So it's been around 6 month since we started composting. I built my own wooden compost bin for our apartment with two adults who primarily eat meat and vegetables (minimal packaged products.) My first garden is doing well though next year I think it will be even better.
Here are a few things I have learned since we started the process.
- I wish we had started sooner. The best thing about our apartment is that we have a nice, fairly large deck. It remained unused for a good while. This year was the first that I started a garden and my compost bin. The compost bin sits nicely in the corner. It doesn't bother anyone or anything.
- We don't compost everything. We are two people living in a one bedroom, but we still generate a good amount of compostable trash. We've been on whole30 a few times and our worms just could not go through the amount of vegetables and fruit scraps we had. I have one or two containers of food scraps in the fridge at all times.
- I keep our food scraps in glass gars in the fridge. Yes, my husband has mistaken them for food once or twice.
- We have been on vacation at least two times since we started composting. Each time we were gone at least 10 days. The compost was fine. A little dryness, but nothing too alarming.
- It is currently the middle of summer where we are (New Jersey), our apartment faces the east side and therefore we get a lot of sun rise exposure. There has been NO smell coming from the compost at all.
- I noticed some gnats around the compost for a few days, but after I added more dry paper and dry cardboard, they went away.
- Early on in the process, I noticed some ants inside the bin and found the compost too dry. I sprinkle water on top to keep it moist at least once a week when I am home. I haven't seen the ant issue come back since then.
- I usually add new food scraps around every other week.
- No animals have come to bother it. We live on the second floor.
- While the worms do a fair amount of work to turn the food scraps and paper into compost, it does take time for them to turn a good amount of compost. I was hoping to have enough to put into my other plants before the summer is over, but that doesn't look to be the case.
- The worms appear to be healthy. Varied in size. Quick to move when I open the bin and it gets exposed to light.
- Before our blender broke down, I did use to blend the scraps together which included peels, egg shells, coffee , some paper so that they would be smaller. The worms appeared to have eaten this much faster. I went back to regular scraps and those get eaten though not as fast as when they are in smaller pieces. I probably will go back to doing this to accelerate the decomposition process.
- Some of my standard food scraps in the compost are: coffee grinds, banana peels, carrot peels, potato peels, salad greens, onion skins, eggshells, tomato stems.

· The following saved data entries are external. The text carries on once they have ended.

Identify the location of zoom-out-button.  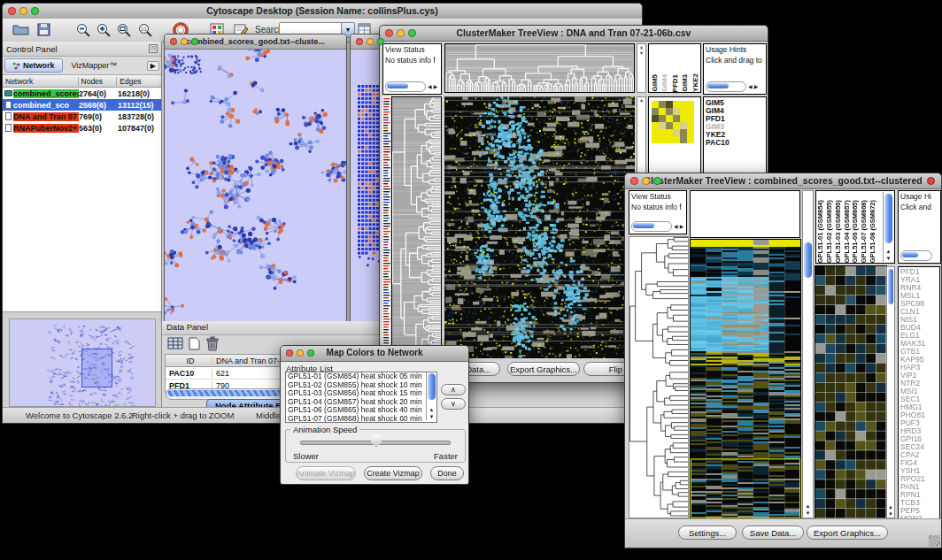
(83, 30).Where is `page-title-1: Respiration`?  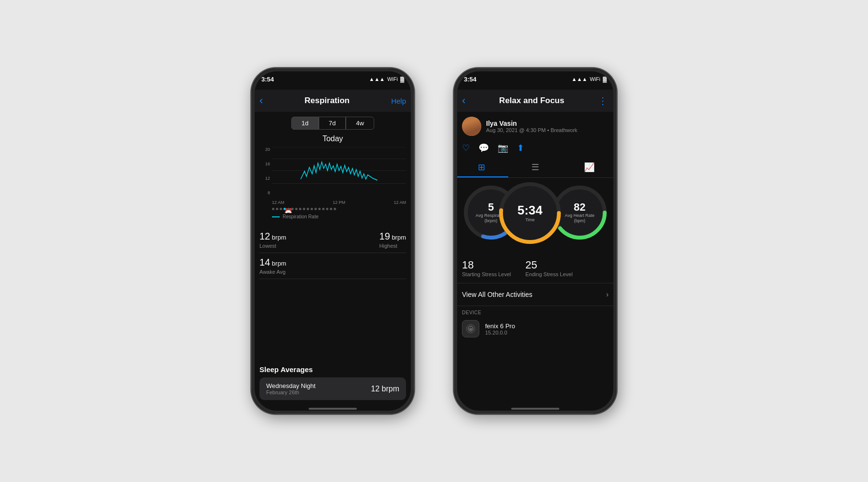 page-title-1: Respiration is located at coordinates (327, 101).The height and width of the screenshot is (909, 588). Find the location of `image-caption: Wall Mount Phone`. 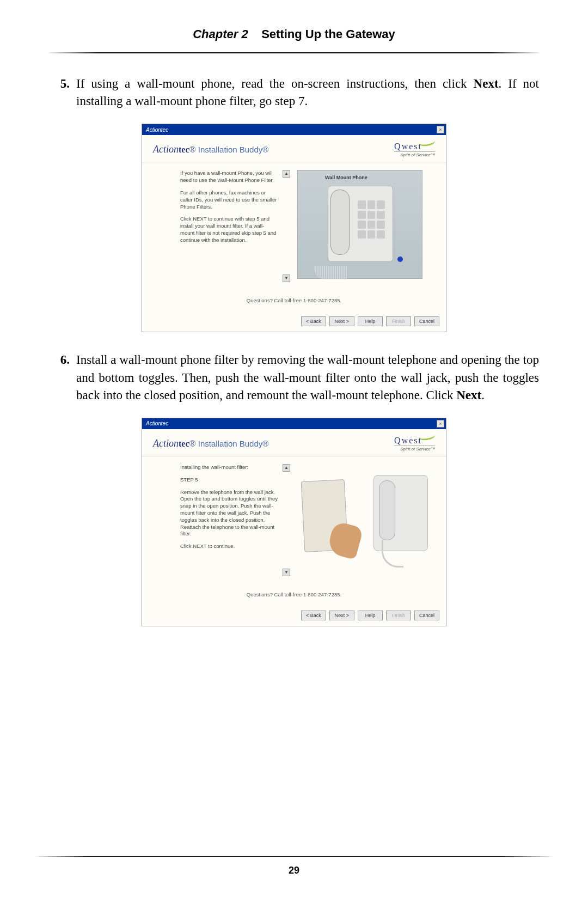

image-caption: Wall Mount Phone is located at coordinates (346, 178).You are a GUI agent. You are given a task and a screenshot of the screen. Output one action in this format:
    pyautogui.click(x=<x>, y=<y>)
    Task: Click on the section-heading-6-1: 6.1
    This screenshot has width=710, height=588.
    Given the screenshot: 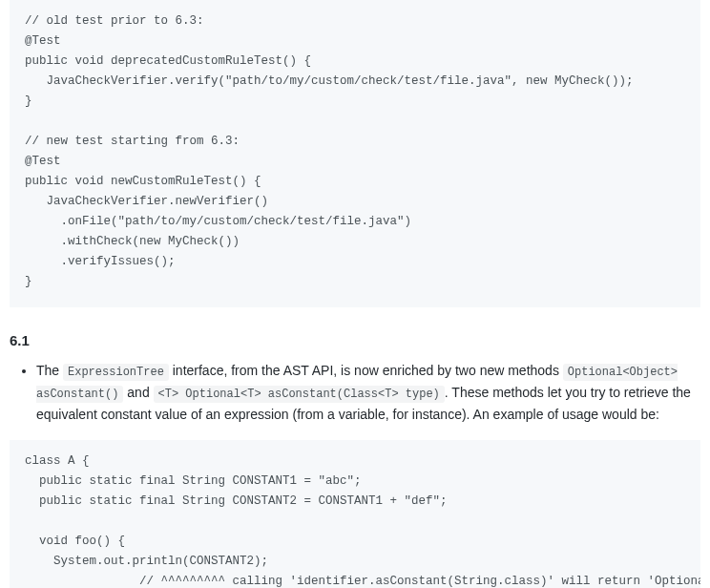 What is the action you would take?
    pyautogui.click(x=355, y=342)
    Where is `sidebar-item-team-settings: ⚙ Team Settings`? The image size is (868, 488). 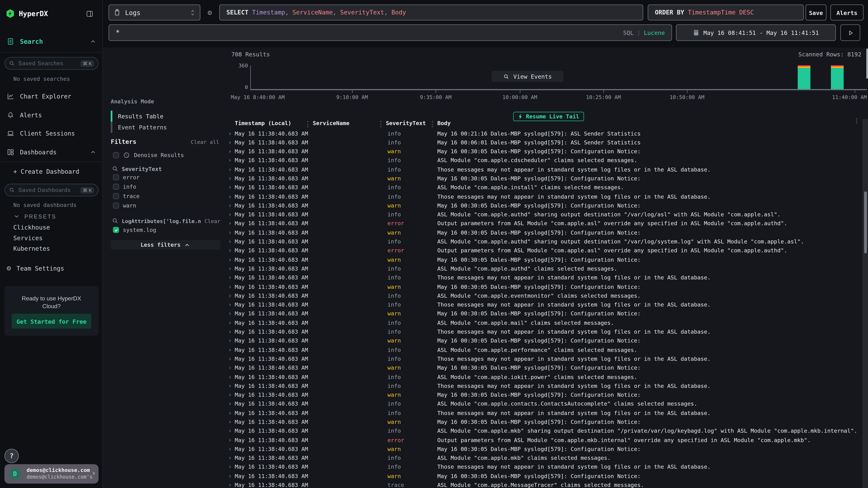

- I have a box that I keep close to the door so that any mail that doesn't contain plastic or lots of color I immediately rip apart into scraps. Those can then easily be accessed for when I need paper for the compost bin. Despite my attempts to reduce junk mail, we still get them. I also include receipts in this box. I also used a Wholefoods paper to seal it at the top, but it eventually got eaten through so I switched to cardboard.
- I turn the compost by hand (with gloves) at least once a week or with a trowel.
- I thought I would be grossed out by the worms, but after a few months, I'm ok with them. They don't get out of bin.
- I do sometimes experiment and put in things in the compost to test if they are really compostable. So far I have confirmed that the paper our toilet paper is wrapped in do decompose. Some of the mailing envelopes don't decompose as fast. I found plastic film in it so I'm trying to figure out where it came from.
- Even with composting, we still do have regular trash, but we don't fill it as quickly as before.
- I have to figure out what to do with the bin once it starts getting cold. I still have a few months, but need to plan.
- I did take some compost ahead of time and sprinkled it on my tomato plants. I'm hoping it helps a little bit.